CNI is a specification and libraries for writing plugins to configure network interfaces in Linux containers. Popular CNI plugins include:

  • Calico
  • Flannel
  • Weave Net
  • Cilium

Service Types

ClusterIP

  • Default service type
  • Internal cluster IP only
  • Only reachable within cluster
  • Useful for internal services

NodePort

  • Exposes service on each Node’s IP
  • Port range: 30000-32767
  • Automatically creates ClusterIP service
  • Useful for development and testing

LoadBalancer

  • Exposes service externally
  • Uses cloud provider’s load balancer
  • Automatically creates NodePort & ClusterIP services
  • Standard way to expose services to the internet

ExternalName

  • Maps service to DNS name
  • Useful for service discovery
  • No proxying involved
  • Used for external service integration

Ingress Controllers

Ingress provides HTTP/HTTPS routing to services.
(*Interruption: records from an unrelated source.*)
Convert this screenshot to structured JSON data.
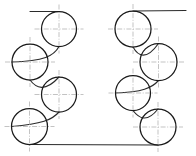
{
  "drawing": {
    "title": "Serpentine pulley layout line drawing",
    "canvas": {
      "width": 196,
      "height": 156,
      "background": "#ffffff"
    },
    "colors": {
      "outline": "#1a1a1a",
      "path": "#2b2b2b",
      "centerline": "#a9a9a9",
      "background": "#ffffff"
    },
    "circles": [
      {
        "id": "circle-top-left",
        "cx": 59,
        "cy": 29,
        "r": 17.5,
        "column": "left",
        "index": 1
      },
      {
        "id": "circle-upper-mid-left",
        "cx": 30,
        "cy": 62,
        "r": 18.0,
        "column": "left",
        "index": 2
      },
      {
        "id": "circle-lower-mid-left",
        "cx": 59,
        "cy": 94.5,
        "r": 17.5,
        "column": "left",
        "index": 3
      },
      {
        "id": "circle-bottom-left",
        "cx": 29.5,
        "cy": 126.5,
        "r": 18.0,
        "column": "left",
        "index": 4
      },
      {
        "id": "circle-top-right",
        "cx": 133,
        "cy": 29,
        "r": 18.0,
        "column": "right",
        "index": 1
      },
      {
        "id": "circle-upper-mid-right",
        "cx": 158.5,
        "cy": 62,
        "r": 18.5,
        "column": "right",
        "index": 2
      },
      {
        "id": "circle-lower-mid-right",
        "cx": 133,
        "cy": 93,
        "r": 17.5,
        "column": "right",
        "index": 3
      },
      {
        "id": "circle-bottom-right",
        "cx": 158,
        "cy": 127,
        "r": 18.0,
        "column": "right",
        "index": 4
      }
    ],
    "center_marks": {
      "overhang": 7,
      "style": "dash-dot"
    },
    "tangent_lines": [
      {
        "id": "top-left-tangent",
        "x1": 30,
        "y1": 11.5,
        "x2": 59,
        "y2": 11.5
      },
      {
        "id": "top-right-tangent",
        "x1": 133,
        "y1": 11.0,
        "x2": 186,
        "y2": 10.5
      },
      {
        "id": "bottom-tangent",
        "x1": 29.5,
        "y1": 144.5,
        "x2": 158,
        "y2": 145.0
      }
    ],
    "connecting_arcs": [
      {
        "id": "arc-left-1-2",
        "d": "M 59 46.5 C 54 56 44 61 12 62"
      },
      {
        "id": "arc-left-2-3",
        "d": "M 30 80 C 36 88 45 92.5 59 77"
      },
      {
        "id": "arc-left-3-4",
        "d": "M 59 112 C 52 120 42 124 11.5 126.5"
      },
      {
        "id": "arc-right-1-2",
        "d": "M 133 47 C 138 56 146 61 158.5 43.5"
      },
      {
        "id": "arc-right-2-3",
        "d": "M 158.5 80.5 C 152 88 142 92 115.5 93"
      },
      {
        "id": "arc-right-3-4",
        "d": "M 133 110.5 C 139 118.5 147 123 158 109"
      }
    ],
    "metrics": {
      "circle_count": 8,
      "left_column_count": 4,
      "right_column_count": 4,
      "tangent_line_count": 3,
      "arc_count": 6
    }
  }
}
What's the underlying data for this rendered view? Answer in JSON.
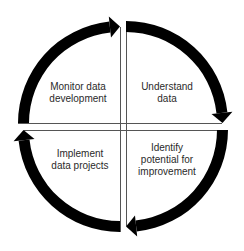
{
  "diagram": {
    "type": "cycle",
    "direction": "clockwise",
    "arrow_color": "#000000",
    "divider_color": "#555555",
    "background": "#ffffff",
    "stages": [
      {
        "id": "monitor",
        "quadrant": "top-left",
        "lines": [
          "Monitor data",
          "development"
        ]
      },
      {
        "id": "understand",
        "quadrant": "top-right",
        "lines": [
          "Understand",
          "data"
        ]
      },
      {
        "id": "identify",
        "quadrant": "bottom-right",
        "lines": [
          "Identify",
          "potential for",
          "improvement"
        ]
      },
      {
        "id": "implement",
        "quadrant": "bottom-left",
        "lines": [
          "Implement",
          "data projects"
        ]
      }
    ]
  }
}
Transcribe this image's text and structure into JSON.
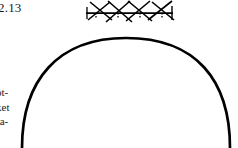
{
  "figure": {
    "number_label": "2.13",
    "caption_lines": [
      "ot-",
      "ket",
      "ra-"
    ],
    "ink_color": "#000000",
    "background_color": "#ffffff"
  },
  "drawing": {
    "arch": {
      "name": "semicircular-arch-curve",
      "left_springing_x": 22,
      "right_springing_x": 230,
      "apex_x": 126,
      "apex_y": 38,
      "baseline_y": 148,
      "stroke_width": 2.6
    },
    "support_hatch": {
      "name": "hatched-support-symbol",
      "line_y": 13,
      "line_start_x": 86,
      "line_end_x": 173,
      "stroke_width": 1.5,
      "cross_count": 3,
      "tick_count": 4,
      "description": "horizontal line with crossing diagonal hatch strokes"
    }
  }
}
Benefits include:

  • URL path-based routing
  • SSL/TLS termination
  • Name-based virtual hosting
  • Load balancing
  • Custom rules for routing

Popular Ingress controllers:

  • NGINX Ingress Controller
  • HAProxy
  • Traefik
  • Ambassador

Network Policies

Network Policies specify how groups of Pods are allowed to communicate:

  • Pod-level firewall rules
  • Namespace isolation
  • Ingress and egress rules
  • Label selector-based policies

Example Network Policy:

apiVersion: networking.k8s.io/v1
kind: NetworkPolicy
metadata:
name: test-network-policy
spec:
podSelector:
matchLabels:
role: db
policyTypes:
- Ingress
- Egress
ingress:
- from:
- podSelector:
matchLabels:
role: frontend
ports:
- protocol: TCP
port: 6379

DNS in Kubernetes

Kubernetes provides DNS-based service discovery:

  • Service discovery via DNS names
  • Pod DNS naming convention
  • Namespace-based DNS resolution
  • Cluster DNS service (CoreDNS)

Best Practices

  1. Security

    • Use Network Policies to restrict traffic
    • Implement proper segmentation
    • Follow least privilege principle
  2. Performance

    • Choose appropriate CNI plugin
    • Monitor network latency
    • Use appropriate service types
  3. Scalability

    • Plan IP address space carefully
    • Consider multi-cluster scenarios
    • Use appropriate load balancing
  4. Troubleshooting

    • Use proper logging
    • Monitor network metrics
    • Implement tracing

Conclusion

Understanding Kubernetes networking is crucial for building robust, scalable applications. This post covered the fundamentals, but there’s always more to learn about specific implementations and advanced scenarios.